People who have been on long-term sickness leave and claiming benefits will need get back into the workplace “where they can”, Keir Starmer has said.
The prime minister said he wants more schemes across the country that support people back into work from long-term sickness because he believes in the “basic proposition that you should look for work”.
Starmer was speaking on the final day of Labour conference, after telling members there would be “light at the end of this tunnel” but adding they must first join a “shared struggle” through tough short-term pressures.
He also told Labour activists during his speech: “If we want to maintain support for the welfare state, then we will legislate to stop benefit fraud, do everything we can to tackle worklessness.”
Asked by the BBC’s Today programme if he agreed with the proposition that virtually no one should claim benefits without trying to get back to work, Starmer said: “I think the basic proposition that you should look for work is right.
“Obviously there will be hard cases, but the way I would do it is to say: yes, that’s the basic proposition, but we also want to support [people] that so that more people can get into work.”
He had earlier said: “I’ve gone out and looked at schemes where businesses are supporting people back into work from long-term sickness.

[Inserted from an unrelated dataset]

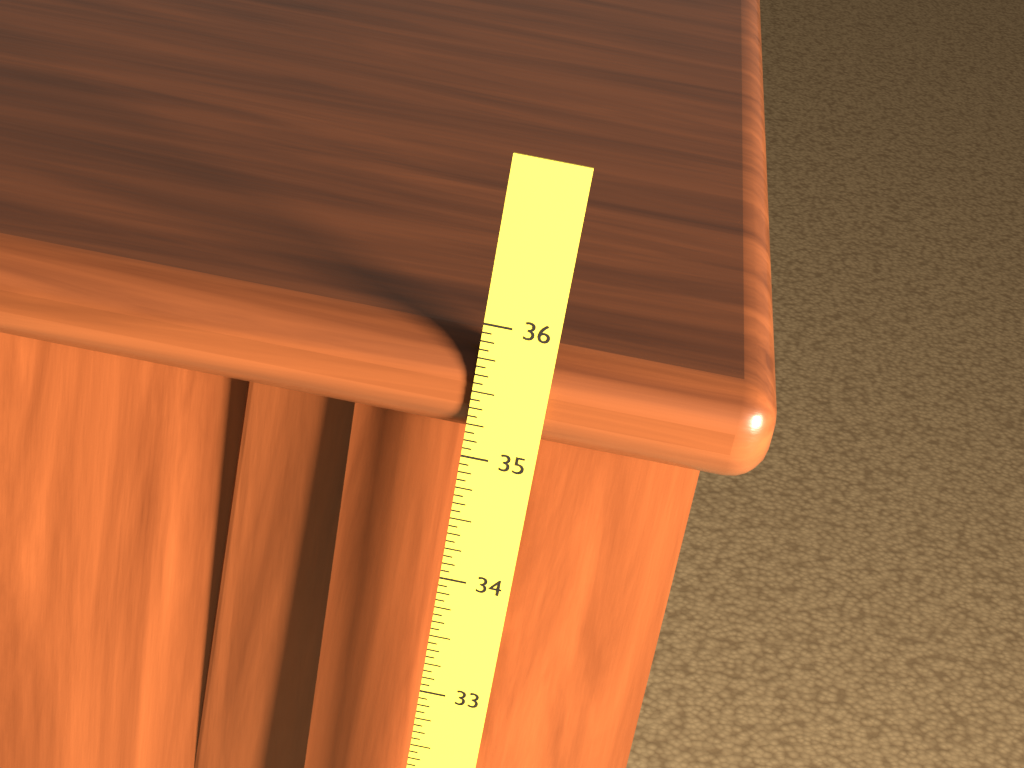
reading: 35.8125 (no unit)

“Because quite often I think what lies behind this is a fear for someone who’s been on long-term sickness, that: can they get back into the workplace? Are they going to be able to cope? Is it all going to go hopelessly wrong?
“Yes they need to be back in the workplace where they can, but I do think that if we can put the right support in place, which I’ve seen pilots of, they work pretty well, and we want to see more of those across the country.”
About 3 million people in the UK are not working because of long-term sickness.
In the same interview, the prime minister suggested he had accepted he equivalent of £20,000 in donations for accommodation because his son needed somewhere to revise for his GCSEs while his family home was surrounded with journalists during the election campaign.
While Starmer said the transition to Downing Street had been “really difficult” for his two children, who had grown up in north London, he did however defend his decision to take gifts from Labour peer Lord Alli amid criticism of the arrangement.
The prime minister said he was “not going to apologise for not doing anything wrong” and the freebies did not “cost the taxpayer a penny”.
He told the BBC: “My boy, 16, was in the middle of his GCSEs. I made him a promise, a promise that he would be able to get to his school, do his exams, without being disturbed.
“We have lots of journalists outside our house where we live and I’m not complaining about that, that’s fine.
“But if you’re a 16-year-old trying to do your GCSEs and it’s your one chance in life – I promised him we would move somewhere, get out of the house and go somewhere where he could be peacefully studying.
“Somebody then offered me accommodation where we could do that. I took that up and it was the right thing to do.”
Asked whether he would like to apologise for the row, he told LBC: “I’m not going to apologise for not doing anything wrong.”
It comes after Starmer said ministers would no longer take donations for clothing now they were in government, but he left the door open to receiving more access to events, such as the £4,000 worth of tickets to a Taylor Swift concert he accepted from the Premier League.